What if you could extend today to avoid making an uncomfortable decision tomorrow?
For most human beings, it is not possible. But in the alternative reality that is the congress, which operates according to its own arcanic rules and precedents and is exempt from the statutes which bind us the rest of us, a day can be as long or short as the laws of the demand for political gravity.
This is how it has succeeded that the House Republicans in recent weeks have declared the rest of the year a long day when it comes to considering a challenge at President Trump’s prices. They would prefer to avoid votes on the advisability of deleting the samples, but the law says that the Chamber must consider them within a final period.
The obvious solution? Downtime.
It was not the first time that Congress leaders have mixed the laws of the universe for the political opportunity. By folding the legislative time, the leaders of the Chamber and the Senate have long found ways to buy the place for negotiation, to preserve their prerogatives and to protect their members from the votes that they prefer not to have to express.
Four years ago, Nancy Pelosi, then the speaker, kept the house in recess during the night rather than adjournment To stretch a single “legislative day” over two calendar days. This decision allowed her to claim that she had held a promise that she had made to moderate the Democrats that she would have a vote on a bill on the infrastructure of $ 1 Billion by the end of the month.
The recent efforts of speaker Mike Johnson to freeze the weather has been more visible – and more sustainable.
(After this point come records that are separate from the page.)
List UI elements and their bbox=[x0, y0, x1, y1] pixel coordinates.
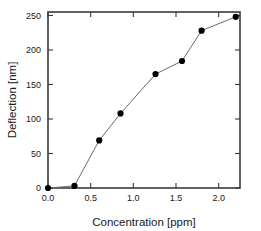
x-tick-label: 0.0 bbox=[42, 193, 55, 203]
data-point bbox=[96, 137, 102, 143]
data-point bbox=[71, 183, 77, 189]
x-tick-label: 1.0 bbox=[127, 193, 140, 203]
x-tick-label: 1.5 bbox=[170, 193, 183, 203]
y-tick-label: 100 bbox=[26, 114, 41, 124]
data-point bbox=[117, 110, 123, 116]
chart-figure: 050100150200250 0.00.51.01.52.0 Concentr… bbox=[0, 0, 261, 231]
y-axis-title: Deflection [nm] bbox=[6, 62, 18, 139]
y-tick-label: 150 bbox=[26, 80, 41, 90]
y-tick-label: 0 bbox=[36, 183, 41, 193]
y-tick-label: 250 bbox=[26, 11, 41, 21]
deflection-vs-concentration-chart: 050100150200250 0.00.51.01.52.0 Concentr… bbox=[0, 0, 261, 231]
x-tick-label: 2.0 bbox=[212, 193, 225, 203]
y-tick-label: 200 bbox=[26, 45, 41, 55]
data-point bbox=[152, 71, 158, 77]
x-axis-title: Concentration [ppm] bbox=[92, 216, 196, 228]
data-point bbox=[179, 58, 185, 64]
data-point bbox=[233, 14, 239, 20]
data-point bbox=[199, 28, 205, 34]
y-tick-label: 50 bbox=[31, 149, 41, 159]
data-point bbox=[45, 185, 51, 191]
x-tick-label: 0.5 bbox=[84, 193, 97, 203]
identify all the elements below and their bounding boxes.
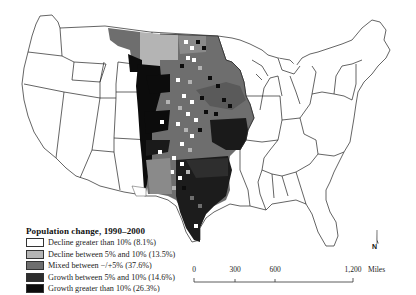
legend-item-decline-gt10: Decline greater than 10% (8.1%) — [26, 237, 175, 249]
map-legend: Population change, 1990–2000 Decline gre… — [26, 226, 175, 295]
north-arrow: N — [371, 230, 383, 254]
legend-label: Decline between 5% and 10% (13.5%) — [48, 250, 175, 259]
swatch-decline-gt10 — [26, 238, 44, 247]
scale-bar: 0 300 600 1,200 Miles — [190, 265, 416, 285]
swatch-decline-5-10 — [26, 250, 44, 259]
legend-label: Growth greater than 10% (26.3%) — [48, 284, 160, 293]
legend-title: Population change, 1990–2000 — [26, 226, 175, 236]
north-label: N — [372, 243, 377, 250]
swatch-growth-5-10 — [26, 273, 44, 282]
legend-label: Mixed between −/+5% (37.6%) — [48, 261, 152, 270]
legend-label: Decline greater than 10% (8.1%) — [48, 238, 156, 247]
swatch-mixed — [26, 261, 44, 270]
legend-item-growth-5-10: Growth between 5% and 10% (14.6%) — [26, 272, 175, 284]
legend-item-mixed: Mixed between −/+5% (37.6%) — [26, 260, 175, 272]
legend-item-growth-gt10: Growth greater than 10% (26.3%) — [26, 283, 175, 295]
north-arrow-icon — [371, 230, 383, 254]
scale-unit: Miles — [368, 265, 385, 274]
legend-item-decline-5-10: Decline between 5% and 10% (13.5%) — [26, 249, 175, 261]
swatch-growth-gt10 — [26, 284, 44, 293]
legend-label: Growth between 5% and 10% (14.6%) — [48, 273, 175, 282]
scale-line — [190, 265, 360, 285]
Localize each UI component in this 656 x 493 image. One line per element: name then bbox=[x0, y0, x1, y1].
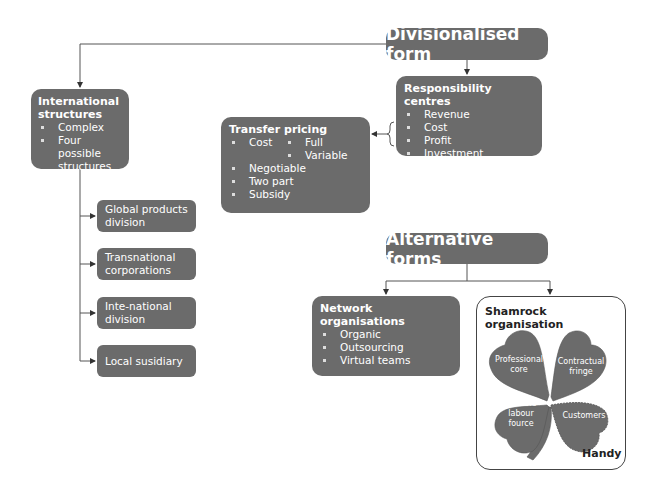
shamrock-icon bbox=[477, 297, 627, 471]
list-item: Outsourcing bbox=[320, 341, 452, 354]
leaf-professional-core: Professional core bbox=[493, 355, 545, 375]
network-organisations-node: Network organisations Organic Outsourcin… bbox=[312, 296, 460, 376]
transfer-pricing-cost-subitems: Full Variable bbox=[285, 136, 348, 162]
transfer-pricing-cost: Cost bbox=[229, 136, 285, 162]
transfer-pricing-list: Negotiable Two part Subsidy bbox=[229, 162, 362, 201]
network-organisations-heading: Network organisations bbox=[320, 302, 452, 328]
list-item: Cost bbox=[404, 121, 534, 134]
shamrock-organisation-node: Shamrock organisation Professional core … bbox=[476, 296, 626, 470]
list-item: Organic bbox=[320, 328, 452, 341]
list-item: Profit bbox=[404, 134, 534, 147]
divisionalised-form-title: Divisionalised form bbox=[386, 24, 548, 64]
list-item: Revenue bbox=[404, 108, 534, 121]
structure-label: Inte-national division bbox=[105, 300, 188, 326]
local-subsidiary-node: Local susidiary bbox=[97, 345, 196, 377]
network-organisations-list: Organic Outsourcing Virtual teams bbox=[320, 328, 452, 367]
list-item: Four possible structures bbox=[38, 134, 122, 173]
alternative-forms-title: Alternative forms bbox=[386, 229, 548, 269]
structure-label: Transnational corporations bbox=[105, 251, 188, 277]
leaf-customers: Customers bbox=[561, 411, 607, 421]
international-division-node: Inte-national division bbox=[97, 297, 196, 329]
transfer-pricing-node: Transfer pricing Cost Full Variable Nego… bbox=[221, 117, 370, 213]
alternative-forms-node: Alternative forms bbox=[386, 233, 548, 264]
list-item: Virtual teams bbox=[320, 354, 452, 367]
international-structures-list: Complex Four possible structures bbox=[38, 121, 122, 173]
transnational-corporations-node: Transnational corporations bbox=[97, 248, 196, 280]
international-structures-node: International structures Complex Four po… bbox=[31, 89, 129, 169]
list-item: Negotiable bbox=[229, 162, 362, 175]
list-item: Investment bbox=[404, 147, 534, 160]
list-item: Variable bbox=[285, 149, 348, 162]
global-products-division-node: Global products division bbox=[97, 200, 196, 232]
shamrock-author: Handy bbox=[582, 447, 622, 460]
list-item: Two part bbox=[229, 175, 362, 188]
leaf-contractual-fringe: Contractual fringe bbox=[557, 357, 605, 377]
list-item: Complex bbox=[38, 121, 122, 134]
divisionalised-form-node: Divisionalised form bbox=[386, 28, 548, 60]
list-item: Cost bbox=[229, 136, 285, 149]
list-item: Subsidy bbox=[229, 188, 362, 201]
responsibility-centres-node: Responsibility centres Revenue Cost Prof… bbox=[396, 76, 542, 156]
international-structures-heading: International structures bbox=[38, 95, 122, 121]
responsibility-centres-heading: Responsibility centres bbox=[404, 82, 534, 108]
list-item: Full bbox=[285, 136, 348, 149]
structure-label: Global products division bbox=[105, 203, 188, 229]
responsibility-centres-list: Revenue Cost Profit Investment bbox=[404, 108, 534, 160]
leaf-flexible-labour-force: Flexible labour fource bbox=[499, 399, 543, 429]
structure-label: Local susidiary bbox=[105, 355, 183, 368]
transfer-pricing-heading: Transfer pricing bbox=[229, 123, 362, 136]
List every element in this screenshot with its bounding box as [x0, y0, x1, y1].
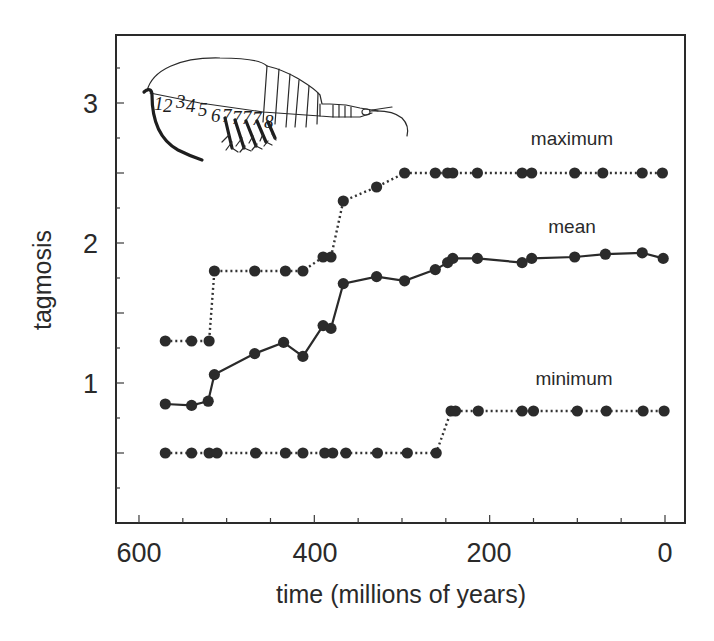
data-point-marker	[473, 405, 484, 416]
x-tick-label-400: 400	[292, 538, 337, 568]
data-point-marker	[658, 253, 669, 264]
data-point-marker	[209, 369, 220, 380]
y-axis-tick-labels: 1 2 3	[83, 89, 98, 399]
data-point-marker	[572, 405, 583, 416]
data-point-marker	[325, 323, 336, 334]
series-minimum	[160, 405, 670, 458]
data-point-marker	[517, 257, 528, 268]
data-point-marker	[637, 247, 648, 258]
data-point-marker	[340, 447, 351, 458]
data-point-marker	[399, 275, 410, 286]
data-point-marker	[372, 447, 383, 458]
data-point-marker	[597, 167, 608, 178]
svg-text:4: 4	[186, 95, 196, 116]
svg-text:5: 5	[198, 99, 208, 120]
data-point-marker	[209, 265, 220, 276]
telson-icon	[362, 109, 370, 115]
data-point-marker	[186, 447, 197, 458]
data-point-marker	[430, 167, 441, 178]
y-axis-title: tagmosis	[28, 230, 56, 330]
series-label-minimum: minimum	[535, 368, 612, 389]
series-layer	[160, 167, 670, 458]
svg-text:3: 3	[175, 91, 186, 112]
data-point-marker	[211, 447, 222, 458]
data-point-marker	[278, 337, 289, 348]
data-point-marker	[600, 249, 611, 260]
data-point-marker	[186, 400, 197, 411]
data-point-marker	[297, 351, 308, 362]
svg-text:2: 2	[163, 95, 173, 116]
y-axis-ticks	[116, 68, 124, 488]
svg-text:6: 6	[211, 105, 221, 126]
x-tick-label-0: 0	[657, 538, 672, 568]
data-point-marker	[638, 405, 649, 416]
data-point-marker	[325, 251, 336, 262]
data-point-marker	[601, 405, 612, 416]
data-point-marker	[569, 251, 580, 262]
data-point-marker	[160, 447, 171, 458]
data-point-marker	[472, 167, 483, 178]
x-axis-title: time (millions of years)	[276, 580, 526, 608]
data-point-marker	[569, 167, 580, 178]
data-point-marker	[430, 264, 441, 275]
data-point-marker	[203, 396, 214, 407]
data-point-marker	[526, 167, 537, 178]
data-point-marker	[280, 447, 291, 458]
data-point-marker	[637, 167, 648, 178]
segment-numbers: 1 2 3 4 5 6 7 7 7 7 8	[154, 91, 274, 132]
data-point-marker	[431, 447, 442, 458]
x-tick-label-200: 200	[466, 538, 511, 568]
data-point-marker	[371, 271, 382, 282]
series-maximum	[160, 167, 668, 346]
crustacean-illustration: 1 2 3 4 5 6 7 7 7 7 8	[144, 58, 408, 160]
data-point-marker	[447, 167, 458, 178]
data-point-marker	[657, 167, 668, 178]
data-point-marker	[297, 447, 308, 458]
data-point-marker	[528, 405, 539, 416]
series-label-maximum: maximum	[531, 128, 613, 149]
series-label-mean: mean	[548, 216, 596, 237]
y-tick-label-3: 3	[83, 89, 98, 119]
data-point-marker	[186, 335, 197, 346]
data-point-marker	[447, 253, 458, 264]
data-point-marker	[204, 335, 215, 346]
data-point-marker	[160, 398, 171, 409]
data-point-marker	[472, 253, 483, 264]
data-point-marker	[338, 278, 349, 289]
series-line-maximum	[165, 173, 662, 341]
data-point-marker	[526, 253, 537, 264]
data-point-marker	[297, 265, 308, 276]
y-tick-label-2: 2	[83, 229, 98, 259]
x-tick-label-600: 600	[116, 538, 161, 568]
data-point-marker	[249, 265, 260, 276]
data-point-marker	[249, 348, 260, 359]
data-point-marker	[399, 167, 410, 178]
data-point-marker	[517, 405, 528, 416]
data-point-marker	[338, 195, 349, 206]
x-axis-tick-labels: 600 400 200 0	[116, 538, 672, 568]
data-point-marker	[280, 265, 291, 276]
tagmosis-chart: 600 400 200 0 1 2 3 time (millions of ye…	[0, 0, 714, 641]
data-point-marker	[450, 405, 461, 416]
data-point-marker	[250, 447, 261, 458]
data-point-marker	[160, 335, 171, 346]
data-point-marker	[371, 181, 382, 192]
series-line-minimum	[165, 411, 664, 453]
y-tick-label-1: 1	[83, 369, 98, 399]
data-point-marker	[327, 447, 338, 458]
data-point-marker	[402, 447, 413, 458]
x-axis-ticks	[139, 515, 665, 523]
data-point-marker	[517, 167, 528, 178]
data-point-marker	[659, 405, 670, 416]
Last month, he discreetly pushed a provision that Content a calendar gadget Make sure that no legislator could force a vote this year to end Mr. Trump’s prices on Canada, China and Mexico. He used the same thing on Wednesday To vote until at least October on the world rates that Trump announced last week, then in part to take a break.
The first measure said that “every day for the rest of the 119th congress will not constitute a civil day” for the end of the emergency that Trump declared on February 1 to impose prices in Canada, China and Mexico. The resolution approved on Wednesday used the same language to prevent any member from forcing a vote on the rest of Mr. Trump’s rates until September 30.
“When is not one day one day?” The representative Thomas Massie of Kentucky, who was the only member of the GOP to oppose the two movements, wrote on social networks. “Answer: when the congress bypassing the law requiring a vote on national presidential emergencies within 15 days.”
The Democrats were also indignant.
“The Republicans have changed the functioning of the time itself to prevent a vote on the prices authorized under the law,” said representative Jim McGovern, a democrat of Massachusetts.
Johnson also used a distortion of legislative time this month to buy space to suppress a rebellion in his ranks on the rules of the chamber. When a bipartite majority used a complicated maneuver to force a vote on a proposal to allow legislators to vote at a distance after the birth of a child, the speaker had two legislative days – days when the congress leads legislative affairs – to allow his measure to vote.
Instead, he suddenly canceled the house’s affairs for the week, stopping the stopwatch to give himself time to negotiate with the republican architect of the measure, representative Anna Paulina Luna de Florida. When he recognized the room this week, He had concluded an agreement with Ms. Luna to kill her proposal.
The Democrats of the Senate planned a similar schedule more than ten years ago to afford to negotiate with colleagues who wanted to force a vote on reducing the use of headlights. The supporters planned to move the first day of the new congress in 2011, therefore the Democratic leaders Prepared to put the Senate in recess Before they can act, then keep it so – instead of adjourning as planned – for the next three weeks while they were trying to reach an agreement with the demanding changes.
At the time, the Historical Bureau of the Senate said that Senator Robert C. Byrd de Virginie -Western, who died the previous year after having served half a century in the Senate, had set out the calendar failure record in 1980. That year, Mr. Byrd, then on June 12 – to direct the Senate in the same legislative day for 162 days – from June 3 to 12 – Philibatte.